Temporal entanglement transition in chaotic quantum many-body dynamics
Ilya Vilkoviskiy, Michael Sonner, Qi Camm Huang, Wen Wei Ho, Alessio Lerose, Dmitry A. Abanin
TL;DR
This work clarifies the relationship between temporal entanglement (TE) of the influence matrix and non-Markovian memory in chaotic quantum baths. By analyzing a structureless random-unitary bath, dual-unitary kicked Ising circuits, and generic Floquet KIMs, it shows that TE exhibits a volume-law regime controlled by the ratio $r=T/b$ (or $1/v_B$ dynamically) and undergoes a sharp transition to area-law scaling under a finite coarse-graining density $n_{ m cg}^$. The key finding is that non-Markovian memory is encoded in highly nonlocal temporal correlations that are largely irrelevant for few-point correlators, allowing low-frequency physics to be captured by a compressed IM. Practically, this implies that an area-law IM, realizable as a matrix-product state with modest bond dimension, suffices to describe local observable dynamics in chaotic baths, with strong implications for efficient simulation and understanding of thermalization in many-body quantum systems.
Abstract
Temporal entanglement (TE) of an influence matrix (IM) has been proposed as a measure of complexity of simulating dynamics of local observables in a many-body system. Foligno et al. [Phys. Rev. X 13, 041008 (2023)] recently argued that the TE in chaotic 1d quantum circuits obeys linear (volume-law) scaling with evolution time. To reconcile this apparent high complexity of IM with the rapid thermalization of local observables, here we study the relation between TE, non-Markovianity, and local temporal correlations for chaotic quantum baths.
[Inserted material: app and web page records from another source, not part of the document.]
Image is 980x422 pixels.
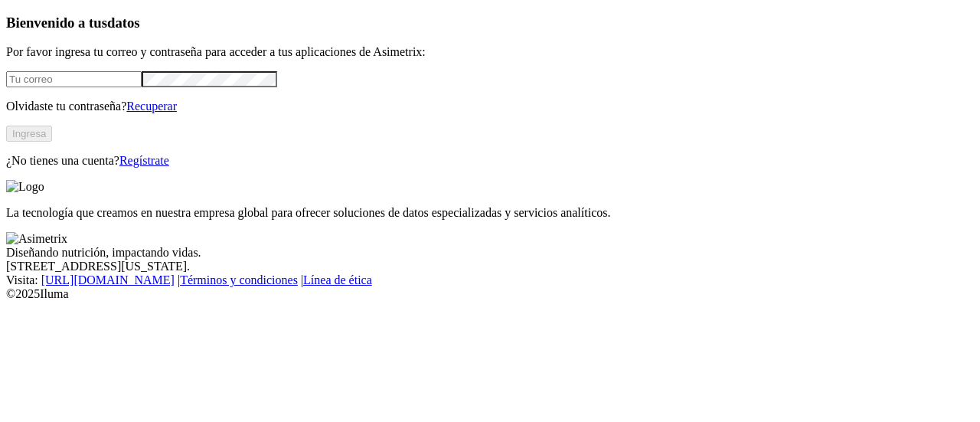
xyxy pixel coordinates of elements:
[7,206,974,220] p: La tecnología que creamos en nuestra empresa global para ofrecer soluciones de datos especializad...
[7,154,974,168] p: ¿No tienes una cuenta?
[42,274,175,287] a: [URL][DOMAIN_NAME]
[304,274,372,287] a: Línea de ética
[7,260,974,274] div: [STREET_ADDRESS][US_STATE].
[7,15,974,32] h3: Bienvenido a tus
[126,99,177,112] a: Recuperar
[7,180,45,194] img: Logo
[7,288,974,301] div: © 2025 Iluma
[180,274,298,287] a: Términos y condiciones
[7,246,974,260] div: Diseñando nutrición, impactando vidas.
[120,154,169,167] a: Regístrate
[7,125,52,142] button: Ingresa
[7,99,974,113] p: Olvidaste tu contraseña?
[7,72,142,87] input: Tu correo
[7,274,974,288] div: Visita : | |
[107,15,140,31] span: datos
[7,232,68,246] img: Asimetrix
[7,46,974,59] p: Por favor ingresa tu correo y contraseña para acceder a tus aplicaciones de Asimetrix:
By exactly solving a random-unitary bath model, and bounding distillable entanglement between future and past degrees of freedom, we argue that TE is extensive for low enough bath growth rate, and it reflects genuine non-Markovianity. This memory, however, is entirely contained in highly complex temporal correlations, and its effect on few-point temporal correlators is negligible. An IM coarse-graining procedure, reducing the allowed frequency of measurements of the probe system, results in a transition from volume- to area-law TE scaling. We demonstrate the generality of this TE transition in 1d circuits by analyzing the kicked Ising model analytically at dual-unitary points, as well as numerically away from them. This finding indicates that dynamics of local observables are fully captured by an area-law IM. We provide evidence that the compact IM MPS obtained via standard compression algorithms accurately describes local evolution.